EXERCISE BRIEF
Repeat the full listing that follows, word for word.

DATA EXTRACTS

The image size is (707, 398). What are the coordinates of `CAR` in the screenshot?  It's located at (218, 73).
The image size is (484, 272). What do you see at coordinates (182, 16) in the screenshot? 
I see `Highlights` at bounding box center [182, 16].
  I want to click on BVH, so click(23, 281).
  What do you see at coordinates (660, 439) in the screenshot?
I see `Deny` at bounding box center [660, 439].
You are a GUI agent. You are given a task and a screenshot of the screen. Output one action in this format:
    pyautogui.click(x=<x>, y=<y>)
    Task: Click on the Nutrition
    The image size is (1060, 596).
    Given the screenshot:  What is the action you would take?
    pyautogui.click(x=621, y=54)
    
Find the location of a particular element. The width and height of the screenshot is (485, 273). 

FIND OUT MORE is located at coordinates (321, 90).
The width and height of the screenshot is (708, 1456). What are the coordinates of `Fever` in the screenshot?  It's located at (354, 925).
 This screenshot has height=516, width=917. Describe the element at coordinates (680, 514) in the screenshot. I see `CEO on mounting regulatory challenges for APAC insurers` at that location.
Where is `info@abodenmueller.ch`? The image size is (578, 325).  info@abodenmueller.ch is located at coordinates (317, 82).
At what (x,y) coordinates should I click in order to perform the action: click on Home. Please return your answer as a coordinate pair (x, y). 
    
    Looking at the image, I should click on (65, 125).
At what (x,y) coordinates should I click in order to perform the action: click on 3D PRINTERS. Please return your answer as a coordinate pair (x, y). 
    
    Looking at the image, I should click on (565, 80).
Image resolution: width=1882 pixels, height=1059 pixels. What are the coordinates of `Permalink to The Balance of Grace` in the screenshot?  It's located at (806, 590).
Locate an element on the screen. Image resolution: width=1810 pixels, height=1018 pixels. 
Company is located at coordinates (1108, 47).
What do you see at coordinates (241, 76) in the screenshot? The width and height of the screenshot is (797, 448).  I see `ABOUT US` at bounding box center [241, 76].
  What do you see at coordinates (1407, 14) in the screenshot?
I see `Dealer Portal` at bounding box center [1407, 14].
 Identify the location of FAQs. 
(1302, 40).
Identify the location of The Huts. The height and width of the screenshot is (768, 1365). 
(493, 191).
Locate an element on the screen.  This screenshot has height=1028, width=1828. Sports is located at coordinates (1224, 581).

ANSWER SPACE
The image size is (707, 398). What are the coordinates of `CAR` in the screenshot?  It's located at (218, 73).
The image size is (484, 272). What do you see at coordinates (182, 16) in the screenshot? 
I see `Highlights` at bounding box center [182, 16].
  I want to click on BVH, so click(23, 281).
  What do you see at coordinates (660, 439) in the screenshot?
I see `Deny` at bounding box center [660, 439].
You are a GUI agent. You are given a task and a screenshot of the screen. Output one action in this format:
    pyautogui.click(x=<x>, y=<y>)
    Task: Click on the Nutrition
    The image size is (1060, 596).
    Given the screenshot:  What is the action you would take?
    pyautogui.click(x=621, y=54)
    
Find the location of a particular element. The width and height of the screenshot is (485, 273). 

FIND OUT MORE is located at coordinates (321, 90).
The width and height of the screenshot is (708, 1456). What are the coordinates of `Fever` in the screenshot?  It's located at (354, 925).
 This screenshot has height=516, width=917. Describe the element at coordinates (680, 514) in the screenshot. I see `CEO on mounting regulatory challenges for APAC insurers` at that location.
Where is `info@abodenmueller.ch`? The image size is (578, 325).  info@abodenmueller.ch is located at coordinates (317, 82).
At what (x,y) coordinates should I click in order to perform the action: click on Home. Please return your answer as a coordinate pair (x, y). 
    
    Looking at the image, I should click on (65, 125).
At what (x,y) coordinates should I click in order to perform the action: click on 3D PRINTERS. Please return your answer as a coordinate pair (x, y). 
    
    Looking at the image, I should click on (565, 80).
Image resolution: width=1882 pixels, height=1059 pixels. What are the coordinates of `Permalink to The Balance of Grace` in the screenshot?  It's located at (806, 590).
Locate an element on the screen. Image resolution: width=1810 pixels, height=1018 pixels. 
Company is located at coordinates (1108, 47).
What do you see at coordinates (241, 76) in the screenshot? The width and height of the screenshot is (797, 448).  I see `ABOUT US` at bounding box center [241, 76].
  What do you see at coordinates (1407, 14) in the screenshot?
I see `Dealer Portal` at bounding box center [1407, 14].
 Identify the location of FAQs. 
(1302, 40).
Identify the location of The Huts. The height and width of the screenshot is (768, 1365). 
(493, 191).
Locate an element on the screen.  This screenshot has height=1028, width=1828. Sports is located at coordinates (1224, 581).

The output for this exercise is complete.